There's a number of different ways you can do this. For e.g., here's two float images. Then I create a boolean mask (in this case I take a random float image and roughly half the pixels will be included, half excluded). Then for the combined image you can set it equal to one of the images, and then wherever the mask is True you insert the values from the other image:
>>> import numpy as np
>>> img1 = np.random.rand(100,100,3)
>>> img2 = np.random.rand(100,100,3)
>>> mask = np.random.rand(100,100)>.5
>>> comb_img = img2.copy()
>>> comb_img[mask] = img1[mask]
So to be clear, at all points where mask is True, this comb_img has the values of img1, and otherwise has values of img2.

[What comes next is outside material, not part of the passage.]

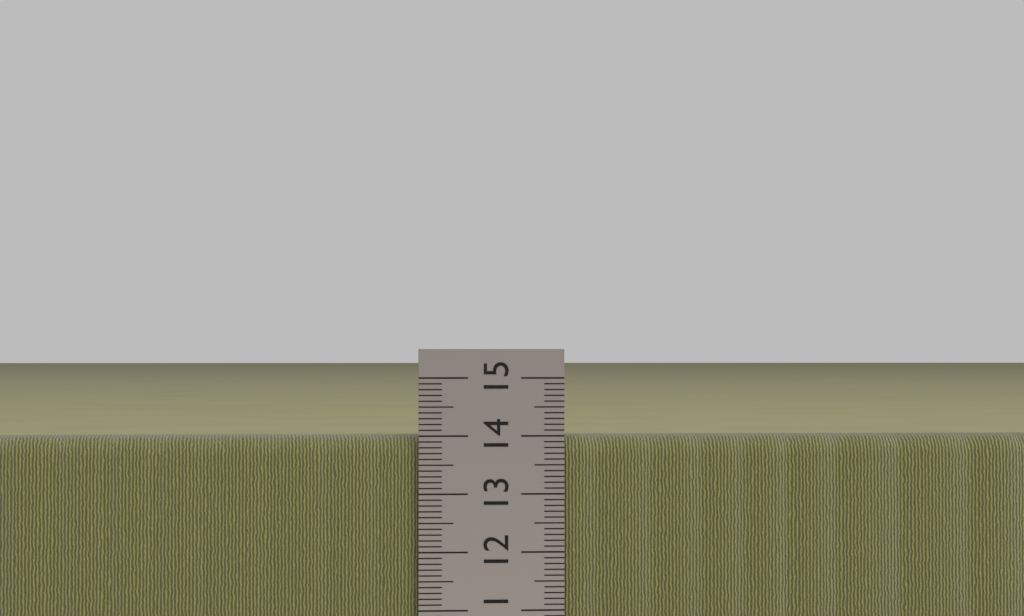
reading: 14.0 cm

Another way you can combine the two images that is maybe more explicit is to create the combined image as a blank image first, and then insert one image at the mask points and then insert the other image at the flipped mask points:
>>> comb_img = np.zeros_like(img1)
>>> comb_img[mask] = img1[mask]
>>> comb_img[~mask] = img2[~mask]
And incase you haven't seen it, for boolean numpy arrays ~ inverts it:
>>> ~np.array([True, False, True])
array([False, True, False], dtype=bool)
Of course your mask can also be numeric, and you can just use mask==0 and mask>0 to create logical arrays for indexing.